Dangerous Radioactive Shipment Crossing Pacific on Defective Vessel


Dangerous shipment of Japanese High-Level
Radioactive Nuclear Waste Crossing Pacific Ocean
on Defective Vessel

08 February 2010 (Kyoto, Japan)
For more information contact: +81-90-3620-9251 (Smith)

For immediate release: A shipment of 28 canisters of highly toxic Japanese vitrified high level radioactive waste departed Sellafield, UK on 20 January aboard the Pacific Sandpiper bound for Japan. The cargo is today passing through the Panama Canal and will be entering the Pacific Ocean momentarily. The high level waste (HLW) has been produced by the reprocessing of spent reactor fuel from Japanese electric utilities. It is the first of this kind of shipment from the UK.

A press release issued 25 January by the Nuclear Free Local Authorities in the UK states:

“The Pacific Sandpiper has recently been issued with three Statutory Memos demanding the completion of work related to crew safety, Emergency Towing Procedures, and engine room fire extinguishing systems. The available evidence implies that this work has not yet been carried out.

During recent Port State Control Inspections in Europe and Japan, the Pacific Sandpiper has been shown to have a number of deficiencies including Fire Safety measures.

The Asia Pacific Port State Control Inspection (PSCI) organisation’s website currently reports that the Pacific Sandpiper has a Target Factor of 81 and a High Risk Level.

If this vessel was an oil or chemical tanker, seeking to carry a full cargo of oil or toxic chemicals across two major oceans and through the globally identified Marine High Risk Areas between the UK and Japan, it would be considered as a pariah ship and a potential toxic time bomb. ”

The Pacific Sandpiper is still operating despite having been built to the same design and construction standards as predecessor vessels decommissioned or scrapped following discovery of “run away” corrosion.

Findings of a report* issued April 2009 and commissioned by NFLA (Nuclear Free Local Authorities), a coalition of more than 70 local authorities in Ireland and the UK, found this fleet to be:

  • Vulnerable to build-up of gas or moisture in their double-skinned hulls, “run away corrosion.”
  • 40% only single-skinned hull
  • Claims ships are unsinkable “lack scientific and technical credibility.”
  • Emergency plans for coping with accidents non-existent.
  • *Report by independent marine pollution consultant, Tim Deere-Jones.(April 2009)

    “It is unconscionable that Japan and the UK are engaging in this dangerous transport with an old, defective ship, passing it across the Pacific with no viable emergency plan in place” stated Aileen Mioko Smith, executive director of Green Action based in Japan.

    Martin Forwood of CORE (Cumbrians Opposed to a Radioactive Environment) is quoted as saying, “The high security surrounding today’s shipment is testament to the dangers posed by this highly radioactive material and the unwholesome global trade in which the nuclear industry is immersed. Sellafield needs to wake up to the harsh reality that today’s world and its oceans are a significantly more dangerous place than they were 30 years ago when the contracts were signed.”

    This shipment is the first of many such transports scheduled for return to Japan. It is expected that Japan will receive a total of up to 1000 HLW canisters at the rate of around one shipment (4 transport flasks) from Sellafield each year.

    According to the press release issued by CORE (Cumbrians Opposed to a Radioactive Environment) on 20 January, future shipments will be not be made on the Pacific Sandpiper (launched1985) which, as the oldest ship of the Pacific Nuclear Transport (PNTL) fleet and already at its 25 year sell-by date, is due for retirement.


▸ **EXERCISE INSTRUCTIONS**
Transcribe each entry exactly, without pictures.

▸ **DATA EXCERPTS**
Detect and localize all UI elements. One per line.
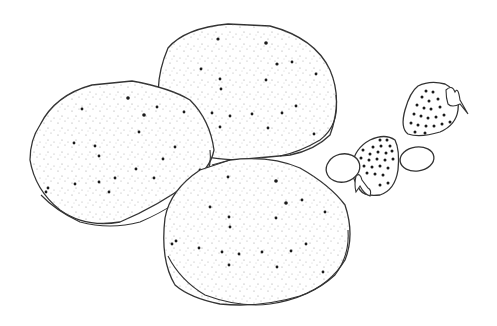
illustration-canvas <box>0 0 497 326</box>
strawberry-upper <box>403 82 468 135</box>
pancake-front <box>164 159 350 305</box>
pancakes-strawberries-illustration <box>0 0 497 326</box>
berry-slice-right <box>398 145 435 173</box>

▸ **WRITTEN SOLUTION**
Detect and localize all UI elements. One per line.
illustration-canvas <box>0 0 497 326</box>
strawberry-upper <box>403 82 468 135</box>
pancake-front <box>164 159 350 305</box>
pancakes-strawberries-illustration <box>0 0 497 326</box>
berry-slice-right <box>398 145 435 173</box>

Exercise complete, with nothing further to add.